Image: Ellie Mae.

When the housing market performs well, mortgage activity surges, and that's good news for Ellie Mae (ELLI). The provider of on-demand software for the residential mortgage industry has done well in attracting major industry players to become clients thanks to its efficiency-enhancing product offerings, and coming into Wednesday's third-quarter financial report, Ellie Mae shareholders saw no reason to rein in their ambitious expectations for the company's results. As we've seen in past quarters, Ellie Mae was able to surpass those expectations in its current report, and favorable guidance for the rest of the year showed that the company has more room to run. Let's look more closely at how Ellie Mae did in the third quarter and why investors seem more excited than ever about the company's prospects.

Ellie Mae can't stop climbing higher
Ellie Mae continued its long track record of taking high expectations and vaulting beyond them. Revenue climbed 61% to $68.9 million, beating the 46% growth rate that investors had wanted to see from the company. Adjusted net income rose at a nearly identical 62% rate to $13.9 million, and that produced adjusted earnings of $0.45 per share, which were a dime per share higher than the consensus forecast among investors.

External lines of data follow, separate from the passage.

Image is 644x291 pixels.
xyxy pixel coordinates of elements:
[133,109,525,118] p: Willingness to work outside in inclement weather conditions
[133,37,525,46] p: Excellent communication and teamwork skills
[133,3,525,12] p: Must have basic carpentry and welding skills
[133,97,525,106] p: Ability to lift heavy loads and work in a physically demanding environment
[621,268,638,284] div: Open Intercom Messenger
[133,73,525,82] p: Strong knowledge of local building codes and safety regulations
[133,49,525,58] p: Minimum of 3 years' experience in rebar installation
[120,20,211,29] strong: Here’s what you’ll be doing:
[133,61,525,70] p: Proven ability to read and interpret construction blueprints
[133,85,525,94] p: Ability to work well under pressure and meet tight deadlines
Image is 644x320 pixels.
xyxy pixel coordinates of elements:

Ellie Mae continues to attract more people to its groundbreaking software systems. Its Encompass system saw growth in active user counts of 30% year-over-year to 135,000, and the number of cloud-based subscribers rose at an even faster 47% rate. Six of every seven active users of Encompass are on the cloud version of the software product, and Ellie Mae managed to boost average revenue per user by 24% year-over-year to $520. Seat bookings also hit a new record because of strength in the mortgage industry.

CEO Jonathan Corr summed up the favorable quarter quite simply. "We added more encompass users," Corr said, "drove greater adoption of our services, and continued to see a sustained uptick in the purchase market." Corr also noted how Ellie Mae "help[s] lenders achieve loan quality, regulatory compliance, and operating efficiency" with its software products.

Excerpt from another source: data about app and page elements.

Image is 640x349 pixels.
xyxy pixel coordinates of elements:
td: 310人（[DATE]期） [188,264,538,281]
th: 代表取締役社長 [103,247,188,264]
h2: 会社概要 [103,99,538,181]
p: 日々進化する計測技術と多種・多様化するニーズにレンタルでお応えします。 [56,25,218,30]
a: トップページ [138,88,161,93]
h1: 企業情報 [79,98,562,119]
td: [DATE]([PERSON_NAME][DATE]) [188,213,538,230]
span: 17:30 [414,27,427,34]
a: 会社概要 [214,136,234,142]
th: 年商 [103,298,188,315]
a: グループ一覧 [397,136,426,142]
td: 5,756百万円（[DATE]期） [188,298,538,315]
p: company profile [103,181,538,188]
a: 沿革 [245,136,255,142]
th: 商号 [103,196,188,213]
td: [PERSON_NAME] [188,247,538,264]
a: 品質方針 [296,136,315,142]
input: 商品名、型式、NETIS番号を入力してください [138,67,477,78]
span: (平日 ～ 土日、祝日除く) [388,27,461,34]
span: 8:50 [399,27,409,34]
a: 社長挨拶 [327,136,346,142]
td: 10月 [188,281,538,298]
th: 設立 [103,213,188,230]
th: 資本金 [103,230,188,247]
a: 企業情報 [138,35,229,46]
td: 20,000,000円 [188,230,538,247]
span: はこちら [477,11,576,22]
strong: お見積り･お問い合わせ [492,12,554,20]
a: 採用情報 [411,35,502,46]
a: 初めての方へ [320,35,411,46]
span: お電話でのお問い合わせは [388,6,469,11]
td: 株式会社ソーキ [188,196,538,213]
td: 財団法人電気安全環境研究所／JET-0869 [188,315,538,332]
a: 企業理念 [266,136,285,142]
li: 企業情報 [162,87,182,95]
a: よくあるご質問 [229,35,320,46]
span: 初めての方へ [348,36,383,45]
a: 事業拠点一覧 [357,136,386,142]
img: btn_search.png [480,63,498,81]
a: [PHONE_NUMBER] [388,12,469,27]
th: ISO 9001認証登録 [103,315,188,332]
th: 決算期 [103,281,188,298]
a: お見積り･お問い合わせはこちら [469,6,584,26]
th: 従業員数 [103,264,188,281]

Can anything stop Ellie Mae?
The most interesting thing about Ellie Mae's success is that few people would have predicted strength in the mortgage market at this point in the business cycle. Many investors expected Wells Fargo (WFC 2.73%) and other major residential lenders to see falling mortgage volumes as interest rates started to climb. Yet anticipated higher rates haven't materialized, and hot real estate markets in many areas of the country have driven increased purchase activity, spurring higher mortgage volume and increasing demand for Ellie Mae's support services. Indeed, the rise in seat booking figures suggests that lenders like Wells Fargo are looking to boost their mortgage departments to meet rising demand, and Wells Fargo was an early pilot user for services from Ellie Mae in the past.

For its part, Ellie Mae has high hopes for the future. For the fourth quarter, Ellie Mae expects revenue of between $59.5 million and $60.5 million, which is substantially higher than the $58 million that investors are currently looking to see. Adjusted earnings of $0.18 to $0.20 per share would actually be slightly below the consensus forecast, reflecting what Ellie Mae sees as normal seasonality. Yet full-year guidance was even more favorable, with revenue of between $248.5 million and $249.5 million representing an $11 million rise from Ellie Mae's previous range, and adjusted earnings of $1.43 to $1.44 per share higher by $0.12 to $0.16 from earlier guidance.

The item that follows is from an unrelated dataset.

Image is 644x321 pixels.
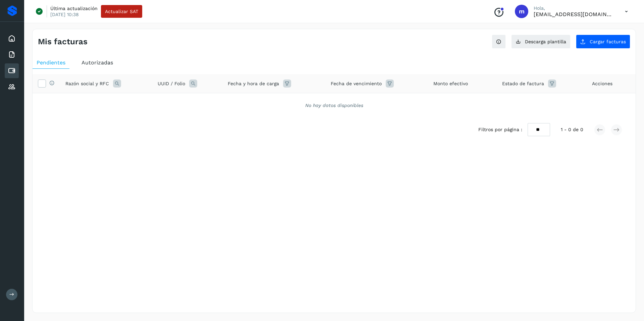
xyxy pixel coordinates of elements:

Investors generally reacted favorably to Ellie Mae's news, sending the stock modestly higher in after-market trading following the announcement. In the end, Ellie Mae's growth will rely on continued strength in the housing and mortgage markets, and so anything that stands in the way of good conditions in those markets poses a threat to the mortgage-software specialist's future. For now, Ellie Mae is firing on all cylinders and seems prepared for whatever the market will throw at it.